[This Halloween season, we're paying tribute to classic horror cinema by celebrating films released before 1970! Check back on Daily Dead this month for more retrospectives on classic horror films, and visit our online hub to catch up on all of our Halloween 2019 special features!]
The Uninvited is a supernatural film from 1944. Though it has garnered praise both then and now for its stunning cinematography, marvelous cast and effects work used to bring the story’s ghost to the screen, it is a film that doesn’t get talked about nearly enough, and would be very at home on anyone’s October viewing list.
Written by Dodie Smith and Frank Partos (based on a novel by Dorothy Macardle) and directed by Lewis Allen, the film follows siblings Rick (Ray Milland) and Pamela Fitzgerald (Ruth Hussey) on a seaside vacation where they happen upon an old abandoned house.
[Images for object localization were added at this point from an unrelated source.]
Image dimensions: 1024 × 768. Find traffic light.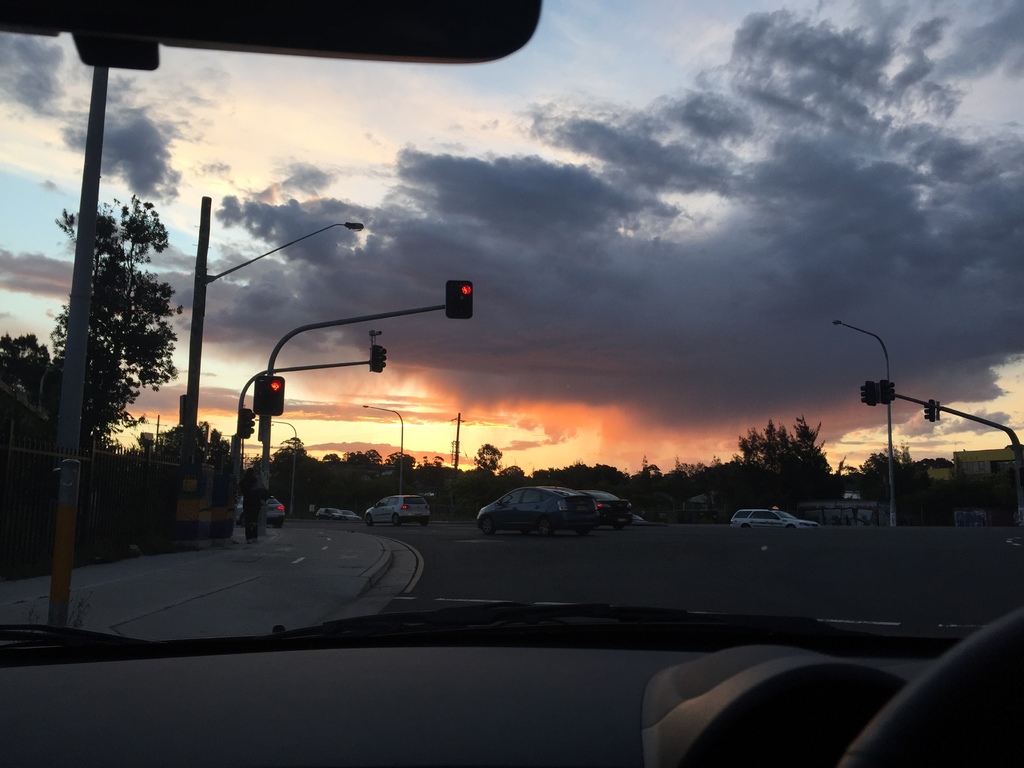
<bbox>858, 380, 876, 407</bbox>.
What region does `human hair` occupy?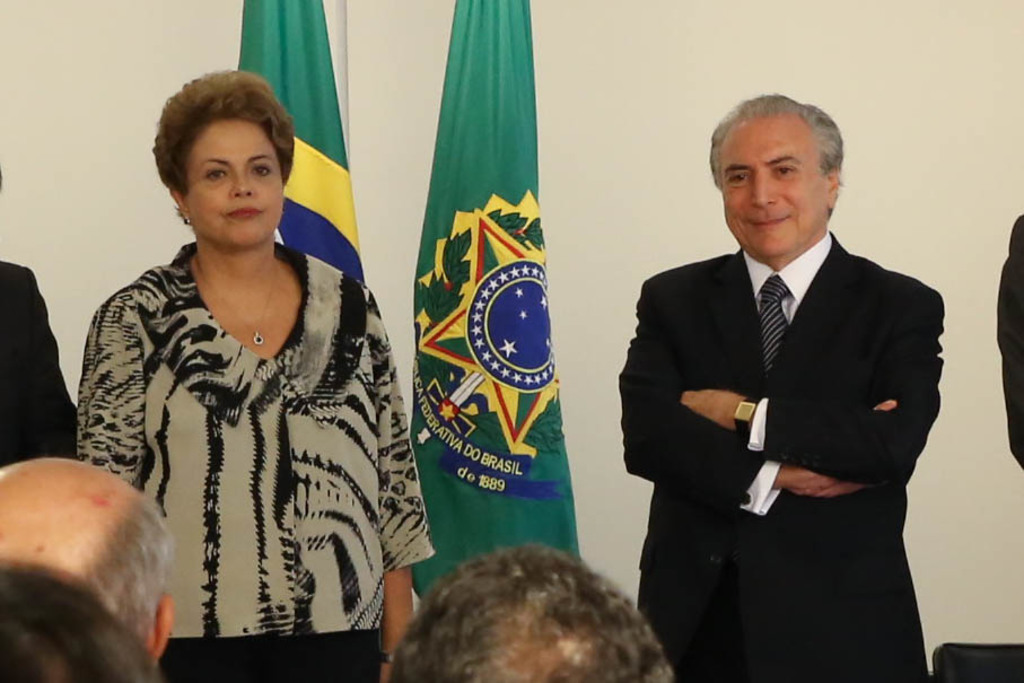
[0, 559, 161, 682].
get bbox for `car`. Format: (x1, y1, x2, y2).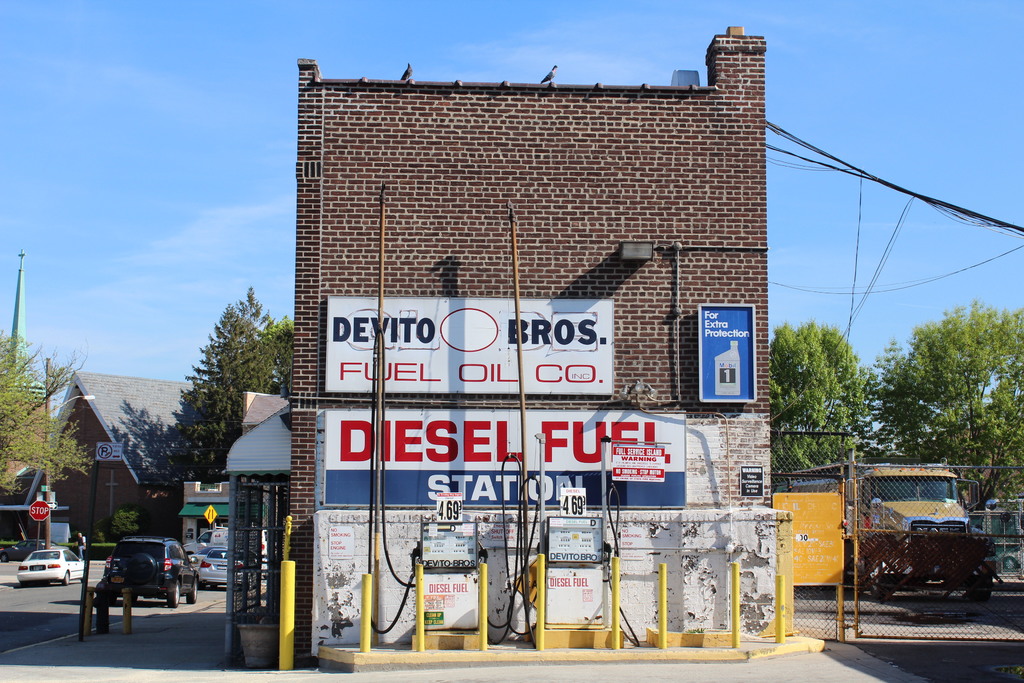
(0, 539, 61, 562).
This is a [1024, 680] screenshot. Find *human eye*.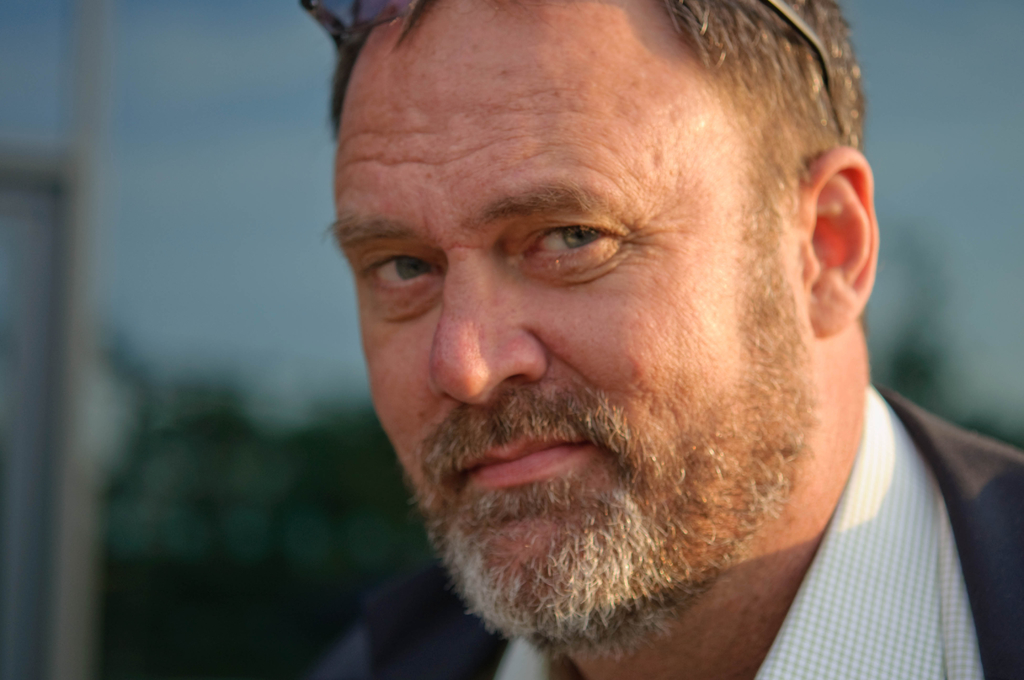
Bounding box: [left=506, top=213, right=636, bottom=286].
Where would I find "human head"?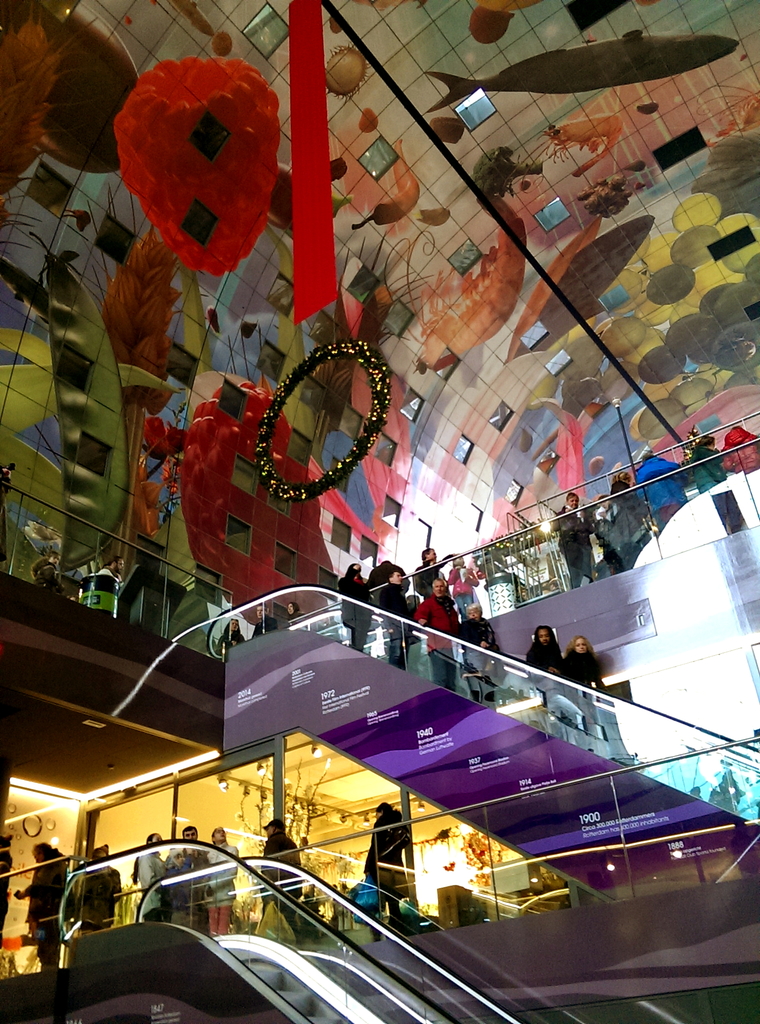
At <box>31,841,54,860</box>.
They immediately fall in love with the property, and inquire about buying it. The owner, Commander Beech (Donald Crisp), is more than happy to sell and offers the house at a very low price. His granddaughter, Stella (Gail Russell), is less than thrilled about the sale. The house had once belonged to her mother and was, in fact, the site of her untimely death.
Over the first week they spend in the house, they notice a number of strange occurrences: inexplicable chills and feelings of emptiness in certain rooms, the phantom smell of flowers, and the sound of an unseen woman crying through the night. When Stella visits the house, she feels the presence of the ghostly woman. Unafraid, she feels that the presence is that of her late mother and becomes increasingly obsessed with spending time in the house and being close to the spirit.
The group becomes progressively interested in determining what the ghost wants and why it stays in the house. They conduct a seance, which only leads to more questions. Why does the woman remain in the old house? What can be done to put her spirit to rest? As they dig deeper into the house’s history, they uncover details about Stella’s family that have been hidden for decades. Details that lead them to begin to understand the ghost’s true nature and intentions.
It’s a great film—light on scares, but heavy on atmosphere. The cinematography is stunning and the writing highlights the family story at the center of the house as much as it does the haunting itself. It many ways, it is equal parts mystery story and romance as it is a ghost story.
The film makes some bold choices when it comes to portraying the ghostly activity. The seance scene is creepy in its own right, and even incorporates an unexpected possession angle, but Paramount also insisted on bringing the ghostly entity itself onscreen. Allen had wanted to keep the ghosts offscreen and leave them to the audience’s imagination, but he was overruled, and the result, frankly, works. We see a ghost manifest as a beautiful, but distinct curling of smoke with a somewhat distinguishable face hovering in the shadows. It’s a great shot and a well-executed effect that does a great job at selling the supernatural element. Interestingly, The Uninvited is among the first films to include ghosts as real entities instead of as a joke or as some sort of red herring.
It's a great film to watch in October. The black and white photography is absolutely beautiful, and who doesn't love spending a couple of hours in an old haunted house every Halloween? The film definitely sports some creepy moments, but is light enough to share with the people in your life who might not be as into thrills and chills as you are. But what it lacks in overt frights, it makes up for in story and atmosphere. Without realizing it, our characters have walked into the middle of a mystery, and must solve it if they are to put the ghosts to rest and take their house back. The truth lies in the shadows and in the darkest corners of the house, and old wrongs must be put right before the spirits will depart for good.